At the Copper Mountain Iterative Methods conference this year, I heard a really good explanation of how preconditioners work, from a PhD student at the University of Manchester. (Thanks Richard!) He explained to me that one can think of a Krylov subspace method as polynomial interpolation of the spectrum of the matrix. Each time you do a matrix-vector multiply, you increase the polynomial's degree by one. (This gets more clear if you've seen the proof that conjugate gradients is optimal in the norm induced by the matrix.)

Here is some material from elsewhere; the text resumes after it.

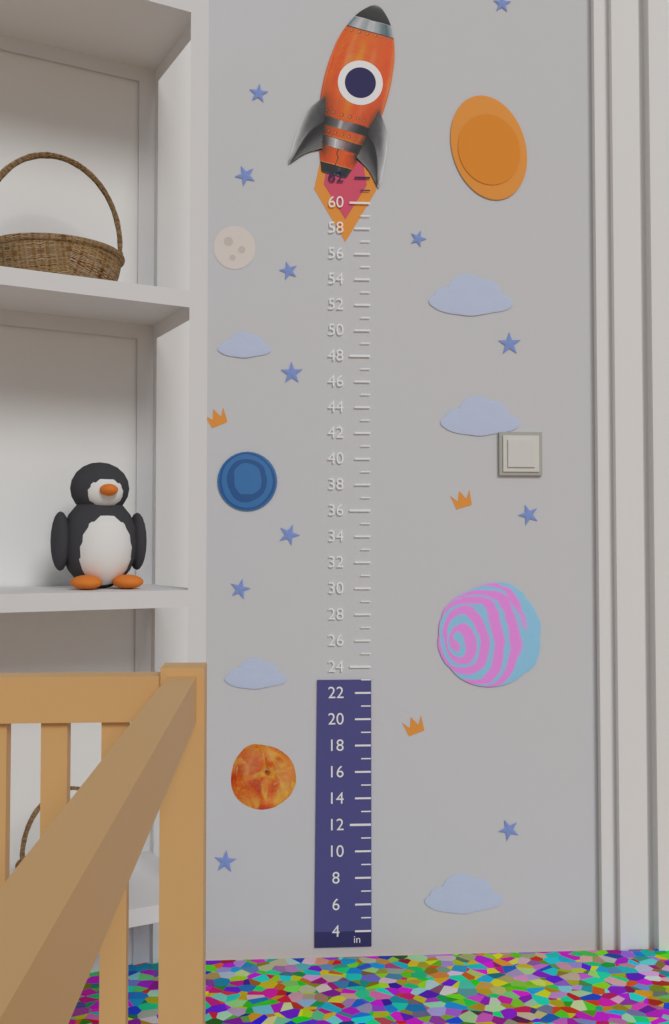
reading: 23 in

If the matrix's eigenvalues are evenly distributed, it will get harder and harder to interpolate the spectrum, because of the Gibbs phenomenon. In contrast, if one eigenvalue is separated from the others, it's easy to interpolate that part of the spectrum accurately and "pick off" the separated eigenvalue. This is called "deflation." After this point, the Krylov method converges pretty much as if the separated eigenvalue wasn't there. This makes the goal of a good preconditioner clear: It should separate and cluster the eigenvalues (away from the origin), so that the Krylov method can pick off the clusters.
If I may also engage in some speculation, this perhaps also explains one reason why block preconditioners are popular in multiphysics solvers: they group together eigenmodes that are on similar scales, and separate unrelated eigenmodes. Of course, block preconditioning is the mathematical equivalent of encapsulation in the software engineering world: it lets you solve one problem at a time and then stitch together a combined solution out of the components. Mushing together all the subproblems into a single big problem loses the structure, whereas sparse linear algebra is all about exploiting structure.